Mon, Dec. 13th, 2010, 10:19 pm

I had an especially bad day yesterday. We went to a live tree farm to choose our Holiday tree for this year. My dad was in a VERY bad mood because we went going late and rushed choosing it. He was snappy when I asked how much he wanted the tree to cost because he thought I was acting like a car salesman. I was annoyed by this so I wandered off and they chose the tree without letting me look at it. This was supposed to be a family activity and I was the one looking most forward to it.

On the flip-side, I discovered Metalocalypse and I love it. Toki is seriously me in man form. I have a fuzzy exterior and rage like you wouldn't believe when crossed or triggered. Most people don't see this side.

I'm reading Jane Eyre again. I love Jane. She is such a bad ass and I wish that one day I can be like her. I discovered this book during a period when I had just started therapy and had a lot of problems with social anxiety. I discovered I was bipolar. I also was then a budding feminist and feeling a bit alienated over the fact that I hadn't read many women authors or artists as I had never been introduced to them during my schooling before college.

"Women are supposed to be very calm generally: but women feel just as men feel; they need exercise for their faculties, and a field for their efforts as much as their brothers do; they suffer from too rigid a restraint, too absolute a stagnation, precisely as men would suffer; and it is narrow-minded in their more privileged fellow-creatures to say that they ought to confine themselves to making puddings and knitting stockings, to playing on the piano and embroidering bags"
- Charlotte Brontë,Jane Eyre, Chapter 12


This passage means a lot to me and I tear up when I read it and other parts of the book still. It's one of the reasons I refer to this book as my "Band Aid book." How fucking awesome is this character. There's another film adaptation coming out in February. I'm a little anxious over that, but I hope its good.

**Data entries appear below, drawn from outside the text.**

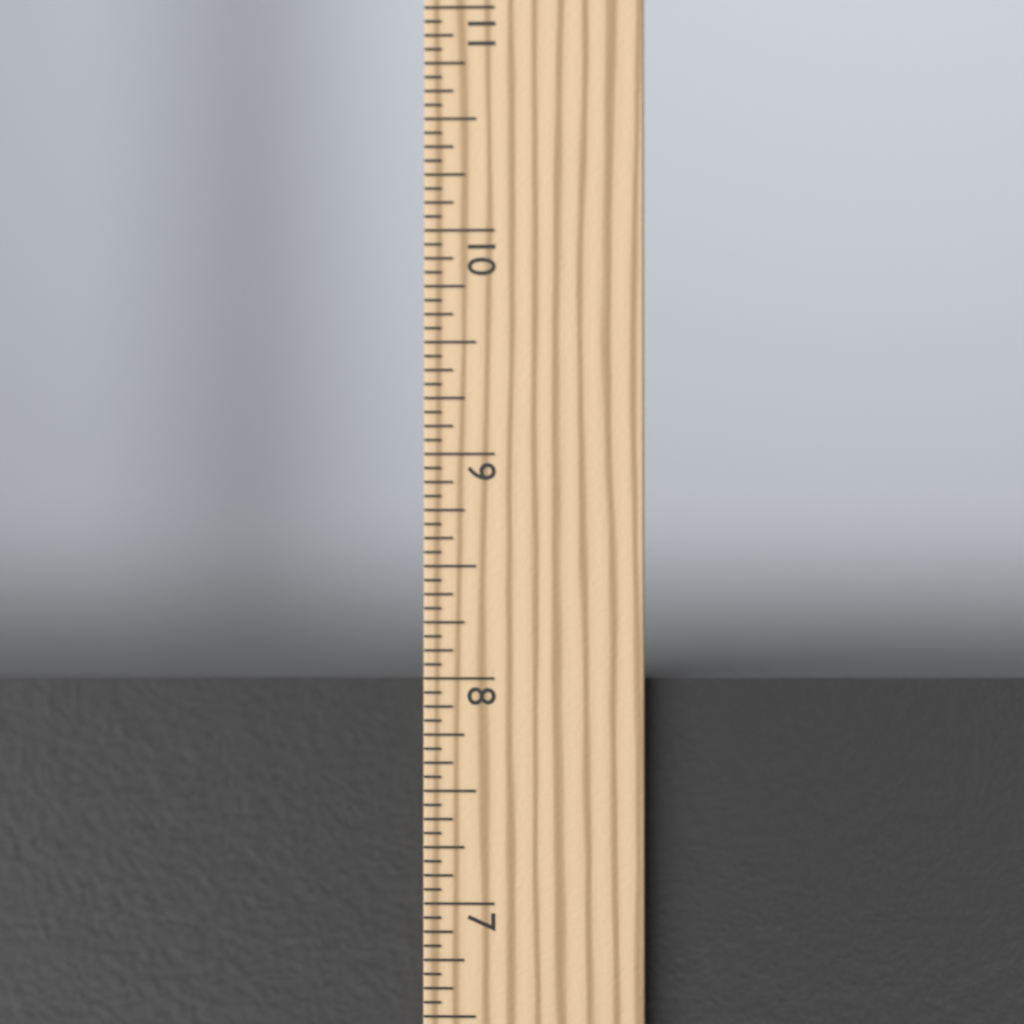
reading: 8.0000 in
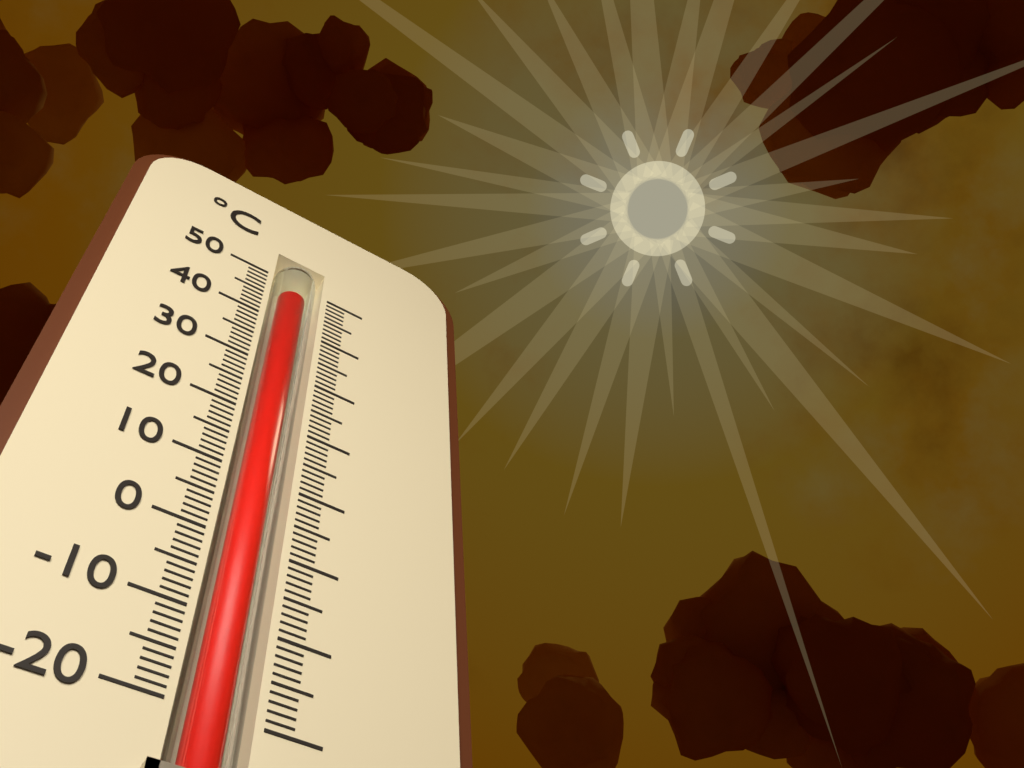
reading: 48 °C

Mon, Nov. 29th, 2010, 09:56 pm
The Last Unicorn

I needed a break from reading Harry Potter and the Deathly Hallows for the second time, so I started reading The Last Unicorn by Peter S. Beagle today. I never imagined that it would be so lyrical, but I met Mr. Beagle in person at Comic-Con and he is very much as precise in his speech as he is in writing. We had a lengthy conversation on the Red Bull which is my favorite character from the movie and he told me that it was inspired by a painting by a friend which led to The Last Unicorn. His father was a painter and he was surrounded by artists during his childhood, but his talent lay in writing. He's a sweet man and a great storyteller. If you have the chance to meet him, you should.

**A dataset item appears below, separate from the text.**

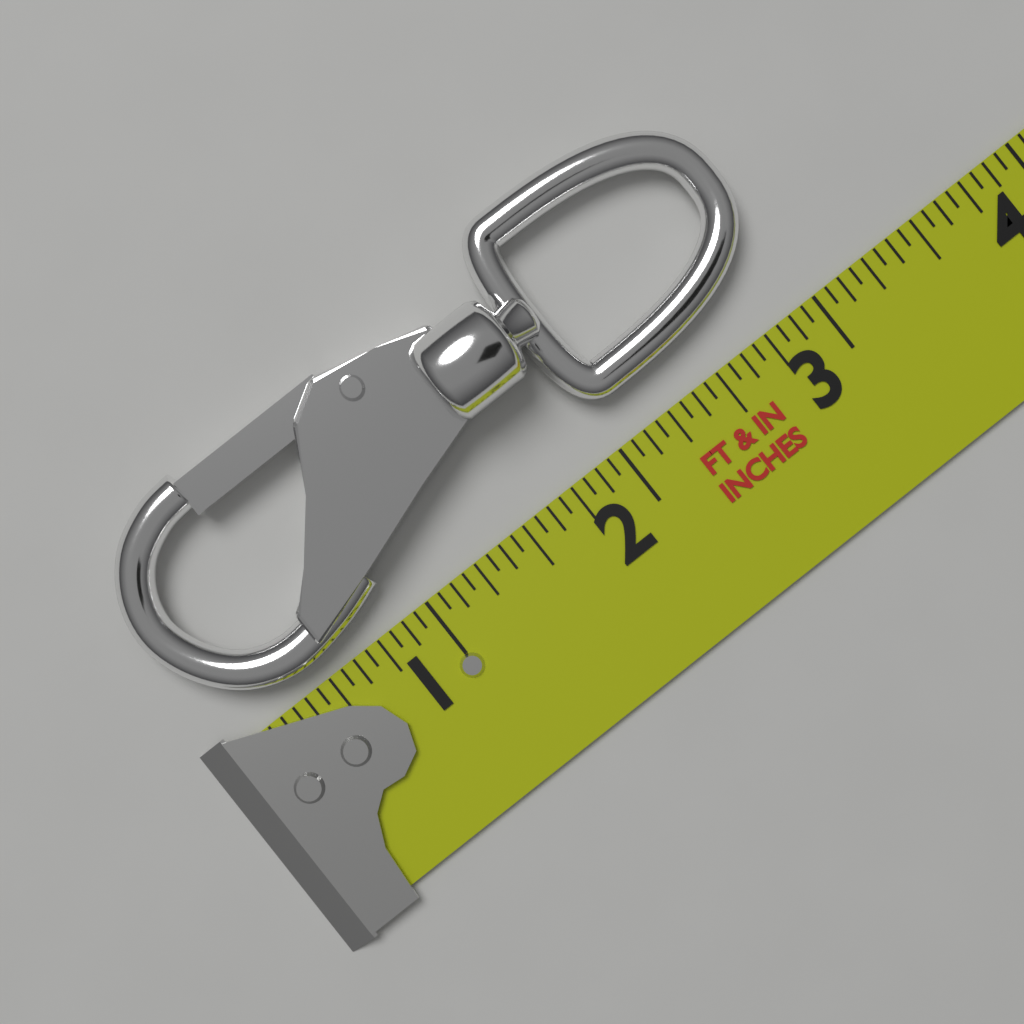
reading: 3.0000 in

His descriptions are unorthodox which really help you see the characters and the action; in example, "For an instant the icy wings hung silent in the air, like clouds, and the harpy’s old yellow eyes sank into the unicorn’s heart and drew her close[...]And out of the wreckage the harpy bloomed, terrible and free, screaming, her hair swinging like a sword. The moon withered and fled."

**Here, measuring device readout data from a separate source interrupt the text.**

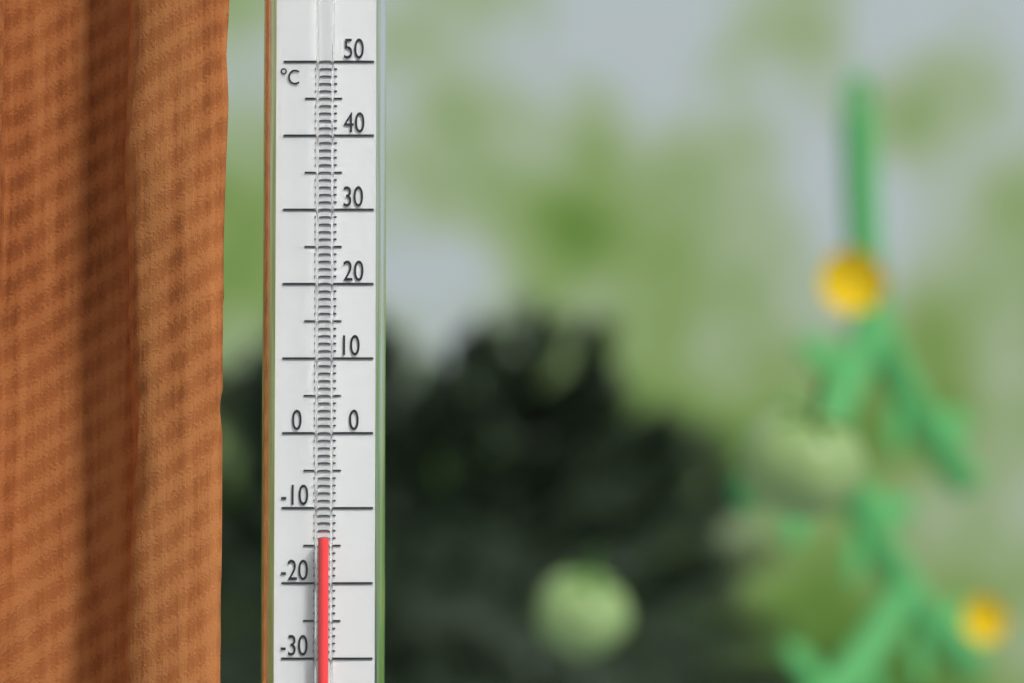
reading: -14 °C
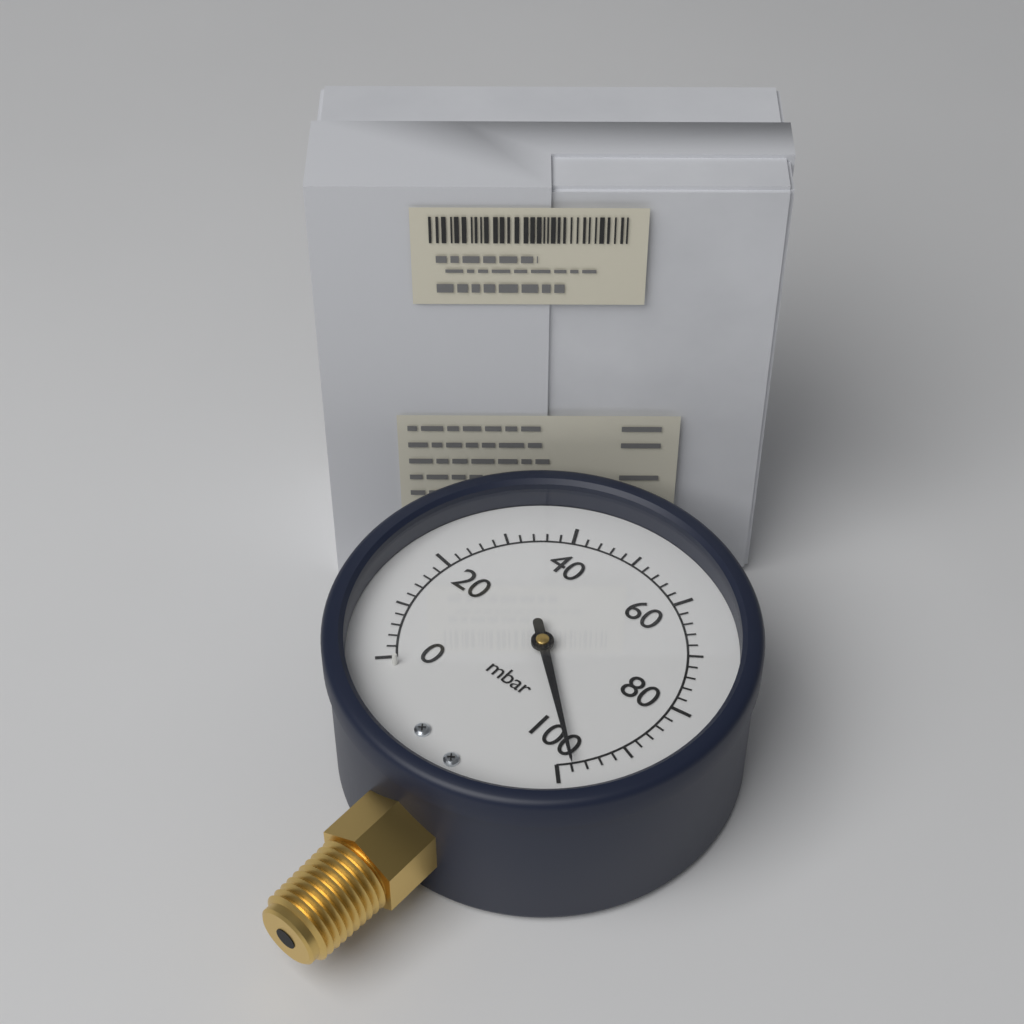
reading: 98 mbar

I love the threats that characters throw at each other while fighting like this:

"Barbed wire," he [Schmendrick] gasped. "You pile of stones, you waste, you desolation, I’ll stuff you with misery till it comes out of your eyes. I’ll change your heart into green grass, and all you love into a sheep. I’ll turn you into a bad poet with dreams. I’ll set your toenails growing inward. You mess with me."

I really don’t find anything conventional so far in his writing style. It really is a stand out work of fantasy fiction, still holding its own after forty years, and needs far more attention than it gets these days.

My friend is taking a game character design course where she is doing a series on The Last Unicorn, reinterpreted and inspired by traditional Japanese art and folklore. Worth checking out.